Peru’s Online Betting Industry Challenges the Constitutionality of Selective Consumption Tax
The brief
Peru's online gaming and betting industry has reached a significant procedural milestone in its effort to overturn the Selective Consumption Tax (ISC), a levy imposed on betting activities through Legislative Decree. The sector has successfully certified the 5,000 signatures required to file a constitutional lawsuit with Peru's Constitutional Court, marking a formal escalation in the industry's dispute with the tax regime.
The ISC on betting represents a contentious policy issue in Peru's evolving regulatory framework for online gaming. Operators have argued that the tax burden is disproportionate and undermines the competitiveness of the legal, regulated market against unlicensed alternatives. By pursuing a constitutional challenge rather than seeking legislative amendment, the industry is questioning the fundamental legality of the tax structure itself—a more aggressive legal posture that could have broader implications for Peru's gaming taxation model.
This move reflects growing tension between Peru's government revenue objectives and industry stakeholders' concerns about tax sustainability. Many Latin American jurisdictions have grappled with similar questions: how to generate meaningful tax revenue from online gaming without driving operators or players toward unregulated markets. Peru's approach thus far has favoured higher taxation, but the constitutional challenge suggests operators believe the current burden exceeds constitutional limits or violates principles of proportionality and fair taxation.
The certification of signatures and filing of the constitutional lawsuit will now enter Peru's court system, where judges will evaluate whether the ISC violates constitutional protections. The outcome could reshape Peru's gaming tax landscape and set precedent for how other Latin American nations structure online betting levies. If the Constitutional Court rules in the industry's favour, Peru may be forced to restructure or reduce the tax, potentially lowering government revenue but potentially also expanding the regulated market.
For operators licensed in Peru, this legal action represents both hope and uncertainty. A favourable ruling could improve margins and competitiveness; an unfavourable one could entrench the current tax regime and prompt strategic recalibration. The case will likely draw attention from regional regulators and operators monitoring tax policy trends across Latin America.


Below are the records; copy each line in them that holds the word "xyxy".
** DATA follows **
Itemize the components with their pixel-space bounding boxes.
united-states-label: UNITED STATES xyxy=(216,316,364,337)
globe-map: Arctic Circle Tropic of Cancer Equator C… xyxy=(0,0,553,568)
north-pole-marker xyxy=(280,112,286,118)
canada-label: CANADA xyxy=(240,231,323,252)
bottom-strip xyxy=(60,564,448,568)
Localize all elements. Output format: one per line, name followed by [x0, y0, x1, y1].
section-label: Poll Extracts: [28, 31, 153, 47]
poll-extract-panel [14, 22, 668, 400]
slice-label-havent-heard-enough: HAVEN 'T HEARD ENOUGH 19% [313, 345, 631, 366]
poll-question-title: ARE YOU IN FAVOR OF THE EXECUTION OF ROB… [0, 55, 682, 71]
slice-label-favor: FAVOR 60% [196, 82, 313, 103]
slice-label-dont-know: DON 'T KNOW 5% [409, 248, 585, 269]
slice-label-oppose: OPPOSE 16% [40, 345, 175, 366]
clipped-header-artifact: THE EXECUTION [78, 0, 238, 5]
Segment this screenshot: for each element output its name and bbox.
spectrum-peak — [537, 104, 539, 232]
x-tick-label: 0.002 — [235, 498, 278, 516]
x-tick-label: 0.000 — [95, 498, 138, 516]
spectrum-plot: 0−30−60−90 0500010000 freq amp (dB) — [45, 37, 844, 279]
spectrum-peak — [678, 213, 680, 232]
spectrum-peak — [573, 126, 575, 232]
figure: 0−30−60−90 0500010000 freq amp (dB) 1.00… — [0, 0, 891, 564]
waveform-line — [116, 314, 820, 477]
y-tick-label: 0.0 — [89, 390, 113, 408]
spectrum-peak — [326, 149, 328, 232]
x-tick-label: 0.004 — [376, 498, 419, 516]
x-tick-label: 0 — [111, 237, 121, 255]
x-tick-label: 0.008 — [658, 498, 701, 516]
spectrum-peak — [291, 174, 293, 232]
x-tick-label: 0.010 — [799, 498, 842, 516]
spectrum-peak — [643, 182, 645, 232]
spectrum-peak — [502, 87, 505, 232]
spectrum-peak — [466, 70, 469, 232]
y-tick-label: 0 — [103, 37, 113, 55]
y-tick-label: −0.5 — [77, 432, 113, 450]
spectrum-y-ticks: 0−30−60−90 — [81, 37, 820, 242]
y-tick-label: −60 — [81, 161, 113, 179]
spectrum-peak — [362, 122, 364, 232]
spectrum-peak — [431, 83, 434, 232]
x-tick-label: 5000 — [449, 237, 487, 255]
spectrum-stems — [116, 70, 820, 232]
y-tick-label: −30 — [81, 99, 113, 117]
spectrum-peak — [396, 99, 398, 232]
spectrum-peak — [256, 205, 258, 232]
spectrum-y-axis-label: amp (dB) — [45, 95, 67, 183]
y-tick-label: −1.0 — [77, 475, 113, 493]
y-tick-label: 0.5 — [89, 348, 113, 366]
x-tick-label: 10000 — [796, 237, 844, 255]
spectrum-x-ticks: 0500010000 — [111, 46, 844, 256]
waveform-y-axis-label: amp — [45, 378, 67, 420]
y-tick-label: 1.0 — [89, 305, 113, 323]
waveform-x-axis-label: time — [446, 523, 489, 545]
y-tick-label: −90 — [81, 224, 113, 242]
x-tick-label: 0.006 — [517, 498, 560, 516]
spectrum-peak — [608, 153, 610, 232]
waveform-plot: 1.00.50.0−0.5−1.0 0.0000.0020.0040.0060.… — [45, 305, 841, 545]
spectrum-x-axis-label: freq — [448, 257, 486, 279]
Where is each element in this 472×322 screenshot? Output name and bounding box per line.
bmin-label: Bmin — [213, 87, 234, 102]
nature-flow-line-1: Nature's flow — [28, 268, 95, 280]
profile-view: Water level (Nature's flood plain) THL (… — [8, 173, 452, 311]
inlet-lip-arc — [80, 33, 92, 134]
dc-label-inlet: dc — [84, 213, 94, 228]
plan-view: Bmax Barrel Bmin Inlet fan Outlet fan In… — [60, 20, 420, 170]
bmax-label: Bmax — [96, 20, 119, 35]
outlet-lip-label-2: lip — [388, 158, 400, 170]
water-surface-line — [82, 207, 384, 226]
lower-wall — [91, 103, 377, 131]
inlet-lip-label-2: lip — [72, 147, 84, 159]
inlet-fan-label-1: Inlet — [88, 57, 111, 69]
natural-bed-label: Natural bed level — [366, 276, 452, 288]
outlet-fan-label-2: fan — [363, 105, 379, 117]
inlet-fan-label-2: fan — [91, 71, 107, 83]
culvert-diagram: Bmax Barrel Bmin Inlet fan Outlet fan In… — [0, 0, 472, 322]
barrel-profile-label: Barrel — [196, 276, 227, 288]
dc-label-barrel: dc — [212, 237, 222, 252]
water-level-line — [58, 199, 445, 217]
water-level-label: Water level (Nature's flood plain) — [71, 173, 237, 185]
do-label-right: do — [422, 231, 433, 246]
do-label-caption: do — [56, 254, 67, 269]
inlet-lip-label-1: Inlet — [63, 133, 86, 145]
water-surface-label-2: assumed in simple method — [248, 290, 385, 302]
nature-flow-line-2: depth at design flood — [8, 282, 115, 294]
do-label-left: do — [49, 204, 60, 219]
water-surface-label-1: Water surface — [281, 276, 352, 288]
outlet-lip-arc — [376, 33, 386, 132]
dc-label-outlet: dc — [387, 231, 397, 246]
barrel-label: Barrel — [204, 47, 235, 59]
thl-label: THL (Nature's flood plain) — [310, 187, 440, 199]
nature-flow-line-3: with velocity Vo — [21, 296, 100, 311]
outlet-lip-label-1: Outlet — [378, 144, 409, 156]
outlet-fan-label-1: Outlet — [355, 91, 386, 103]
** End of DATA **
** DATA follows **
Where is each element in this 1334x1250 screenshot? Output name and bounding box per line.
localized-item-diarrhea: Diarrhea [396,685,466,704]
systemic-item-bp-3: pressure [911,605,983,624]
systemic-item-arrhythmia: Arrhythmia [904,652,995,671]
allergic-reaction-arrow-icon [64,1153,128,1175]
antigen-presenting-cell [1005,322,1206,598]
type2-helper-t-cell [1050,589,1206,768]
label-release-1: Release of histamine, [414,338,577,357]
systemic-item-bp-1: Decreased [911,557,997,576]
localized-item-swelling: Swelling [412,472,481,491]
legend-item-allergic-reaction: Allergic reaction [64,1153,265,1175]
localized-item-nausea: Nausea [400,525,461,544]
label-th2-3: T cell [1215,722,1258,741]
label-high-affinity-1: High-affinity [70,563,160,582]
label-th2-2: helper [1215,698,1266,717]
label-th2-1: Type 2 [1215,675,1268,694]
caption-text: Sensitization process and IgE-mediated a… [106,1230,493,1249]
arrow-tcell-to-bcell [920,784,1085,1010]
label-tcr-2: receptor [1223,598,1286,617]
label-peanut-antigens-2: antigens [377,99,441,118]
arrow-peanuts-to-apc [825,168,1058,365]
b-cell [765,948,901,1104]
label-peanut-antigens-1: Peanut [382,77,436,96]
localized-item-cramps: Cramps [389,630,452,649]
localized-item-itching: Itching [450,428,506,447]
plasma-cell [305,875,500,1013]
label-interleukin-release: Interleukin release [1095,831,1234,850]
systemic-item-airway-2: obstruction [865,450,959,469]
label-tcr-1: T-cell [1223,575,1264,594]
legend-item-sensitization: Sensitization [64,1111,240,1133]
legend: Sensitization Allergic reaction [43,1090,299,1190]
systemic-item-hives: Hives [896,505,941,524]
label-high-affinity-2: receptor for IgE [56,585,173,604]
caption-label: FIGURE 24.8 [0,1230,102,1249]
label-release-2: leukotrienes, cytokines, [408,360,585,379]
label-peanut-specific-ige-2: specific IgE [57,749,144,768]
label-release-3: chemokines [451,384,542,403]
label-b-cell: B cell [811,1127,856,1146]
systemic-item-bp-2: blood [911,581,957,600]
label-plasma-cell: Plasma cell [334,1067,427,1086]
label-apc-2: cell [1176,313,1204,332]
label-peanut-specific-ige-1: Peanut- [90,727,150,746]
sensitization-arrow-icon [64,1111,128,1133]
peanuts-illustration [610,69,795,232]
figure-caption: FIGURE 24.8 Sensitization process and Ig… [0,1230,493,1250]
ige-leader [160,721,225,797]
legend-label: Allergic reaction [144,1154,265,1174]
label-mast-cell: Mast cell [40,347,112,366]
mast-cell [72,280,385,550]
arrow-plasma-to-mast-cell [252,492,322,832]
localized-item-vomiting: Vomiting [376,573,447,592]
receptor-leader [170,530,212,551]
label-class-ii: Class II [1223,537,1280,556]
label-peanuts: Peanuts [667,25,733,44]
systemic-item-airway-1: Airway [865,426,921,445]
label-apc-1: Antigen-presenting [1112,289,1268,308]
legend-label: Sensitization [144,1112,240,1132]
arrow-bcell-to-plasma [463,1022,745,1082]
** End of DATA **
# ANSWER:
united-states-label: UNITED STATES xyxy=(216,316,364,337)
globe-map: Arctic Circle Tropic of Cancer Equator C… xyxy=(0,0,553,568)
north-pole-marker xyxy=(280,112,286,118)
canada-label: CANADA xyxy=(240,231,323,252)
bottom-strip xyxy=(60,564,448,568)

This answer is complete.